Peter Bradshaw was beaten into submission, and after seeing the film this evening I understand where he's coming from – the intense sincerity of each performance is an almost physical force punching through all your defenses. Did peak early, though, with Anne Hathaway's 'I dreamed a dream'. Her contortions reminded me a little bit of Kiera Knightley's gurning in A Dangerous Method, which is kind of the point. Hooper obviously wanted to avoid any romanticisation of the prostitute's life, it's just unremittingly grim. And the ache in Hathaway's voice is overpowering. Imagine this with the ethereality stripped away. Everything else can't quite match it, and by the end I was growing increasingly conscious of the film's length and my sore backside (TMI, probably, but those seats really were death-traps).

Hooper told his DP to go crazy on this film. Cameras thrown all around, waving all over the place. Every shot a tilt. Every crane shot elongated into a sweep over a CGI landscape. Not quite Baz Lurhmann but you get the idea. Only once did the effect descend into parody – an introductory two shot at the start of the scene in which Valjean reveals his past to Marius, set at a bizarre tilt. It was so arch I almost lolled in the cinema. But everything else works like magic. The cameras swoop like bats through the set, enhancing the sense that it's all a universe-sized theatre stage – crucial, since the actors are singing all the way through.
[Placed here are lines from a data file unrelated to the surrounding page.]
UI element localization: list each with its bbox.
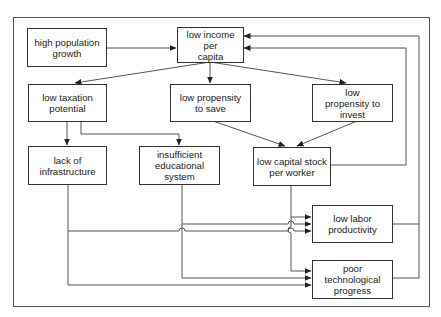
node-label: insufficient educational system [155,149,204,182]
node-low-taxation-potential: low taxation potential [28,84,107,122]
diagram-canvas: high population growth low income per ca… [0,0,441,317]
node-low-propensity-to-invest: low propensity to invest [312,84,393,122]
node-label: low propensity to save [180,92,241,114]
node-low-labor-productivity: low labor productivity [312,205,393,243]
node-lack-of-infrastructure: lack of infrastructure [28,146,107,185]
edge-capital-labor [291,185,311,217]
node-low-income-per-capita: low income per capita [177,27,244,63]
node-insufficient-educational-system: insufficient educational system [139,146,220,185]
node-low-propensity-to-save: low propensity to save [170,84,251,122]
node-poor-technological-progress: poor technological progress [312,260,393,299]
node-label: low income per capita [180,29,241,62]
edge-capital-tech [288,217,311,271]
node-label: low propensity to invest [325,87,380,120]
node-high-population-growth: high population growth [27,28,107,67]
node-label: low labor productivity [328,213,377,235]
edge-save-capital [213,121,285,146]
edge-tax-edu [81,121,179,145]
node-label: low taxation potential [42,92,93,114]
edge-infra-tech [68,231,311,285]
node-label: low capital stock per worker [257,156,327,178]
node-label: high population growth [34,37,99,59]
edge-invest-capital [297,121,357,146]
edge-edu-labor [182,184,311,224]
edge-edu-tech [182,224,311,278]
node-label: poor technological progress [315,263,390,296]
node-label: lack of infrastructure [40,155,96,177]
node-low-capital-stock-per-worker: low capital stock per worker [253,147,331,186]
edge-income-invest [210,62,346,83]
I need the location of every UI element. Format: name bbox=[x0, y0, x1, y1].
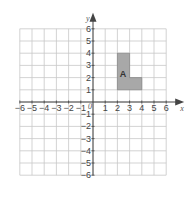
svg-text:−5: −5 bbox=[81, 158, 91, 168]
x-axis-label: x bbox=[179, 104, 184, 113]
svg-text:−2: −2 bbox=[81, 121, 91, 131]
svg-text:4: 4 bbox=[86, 48, 91, 58]
svg-text:−3: −3 bbox=[51, 103, 61, 113]
y-axis-label: y bbox=[85, 14, 90, 23]
svg-text:−5: −5 bbox=[27, 103, 37, 113]
svg-text:−6: −6 bbox=[81, 170, 91, 180]
svg-text:1: 1 bbox=[103, 103, 108, 113]
shape-a-label: A bbox=[120, 69, 127, 79]
svg-text:5: 5 bbox=[86, 36, 91, 46]
svg-text:4: 4 bbox=[139, 103, 144, 113]
svg-text:5: 5 bbox=[151, 103, 156, 113]
svg-text:2: 2 bbox=[86, 73, 91, 83]
origin-label: 0 bbox=[88, 102, 92, 111]
svg-text:2: 2 bbox=[115, 103, 120, 113]
svg-text:−6: −6 bbox=[15, 103, 25, 113]
svg-text:3: 3 bbox=[127, 103, 132, 113]
svg-text:−4: −4 bbox=[39, 103, 49, 113]
svg-text:3: 3 bbox=[86, 60, 91, 70]
svg-text:−2: −2 bbox=[63, 103, 73, 113]
svg-text:6: 6 bbox=[164, 103, 169, 113]
svg-text:6: 6 bbox=[86, 24, 91, 34]
svg-text:−4: −4 bbox=[81, 146, 91, 156]
svg-text:1: 1 bbox=[86, 85, 91, 95]
coordinate-grid: −6−5−4−3−2−1123456654321−1−2−3−4−5−6 A x… bbox=[0, 0, 188, 197]
svg-text:−3: −3 bbox=[81, 134, 91, 144]
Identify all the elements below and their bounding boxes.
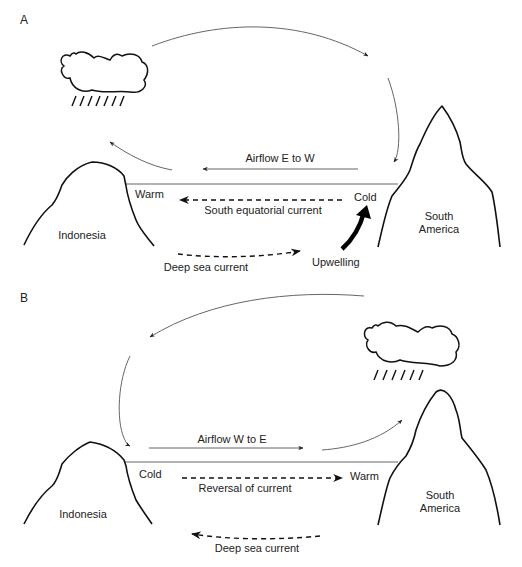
south-america-label-line1-b: South: [426, 489, 455, 501]
deep-sea-current-label-a: Deep sea current: [164, 261, 248, 273]
walker-circulation-diagram: A Airflow E to W Indonesia South America: [0, 0, 522, 567]
indonesia-label-a: Indonesia: [58, 229, 107, 241]
rain-cloud-icon: [365, 322, 459, 380]
deep-sea-current-arrow-a: [178, 251, 300, 257]
upwelling-label: Upwelling: [312, 256, 360, 268]
reversal-of-current-label: Reversal of current: [199, 482, 292, 494]
airflow-label-b: Airflow W to E: [197, 433, 266, 445]
warm-label-a: Warm: [135, 188, 164, 200]
rain-cloud-icon: [61, 52, 148, 106]
south-america-label-line2-b: America: [420, 502, 461, 514]
deep-sea-current-arrow-b: [192, 534, 320, 539]
indonesia-label-b: Indonesia: [59, 508, 108, 520]
south-america-label-line1-a: South: [425, 210, 454, 222]
panel-a: A Airflow E to W Indonesia South America: [20, 13, 500, 273]
descending-air-arrow-west: [119, 356, 130, 446]
rising-air-arrow-east: [322, 420, 402, 450]
rising-air-arrow-west: [110, 142, 172, 170]
cold-label-b: Cold: [139, 468, 162, 480]
descending-air-arrow-east: [388, 78, 399, 162]
south-america-label-line2-a: America: [419, 223, 460, 235]
cold-label-a: Cold: [354, 191, 377, 203]
airflow-label-a: Airflow E to W: [245, 152, 315, 164]
upwelling-arrowhead: [356, 205, 371, 219]
air-aloft-arrow-east-to-west: [150, 294, 364, 337]
upwelling-arrow: [342, 212, 364, 249]
rising-air-arrow-west-to-east-aloft: [152, 27, 368, 56]
warm-label-b: Warm: [350, 470, 379, 482]
panel-b: B Airflow W to E Indonesia South America…: [20, 291, 500, 554]
panel-b-label: B: [20, 291, 28, 305]
deep-sea-current-label-b: Deep sea current: [215, 542, 299, 554]
south-equatorial-current-label: South equatorial current: [204, 204, 321, 216]
panel-a-label: A: [20, 13, 28, 27]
It's all artifice, these musicals. Manipulative as all hell. My instinct would be to resist, and the buy-in is often quite difficult. This manages it, however, probably because the singing sounds real – often flawed and all the better for it. At its best moments the acting actually interferes with the words of the song as they come out. In a world where everyone sings, not being able to anymore carries its own special force, and in fact some of the most powerful lines are spoken 'prose'. The normal (histrionic expressiveness) breaks down, and you're left with emotions so heavy they're impossible to articulate.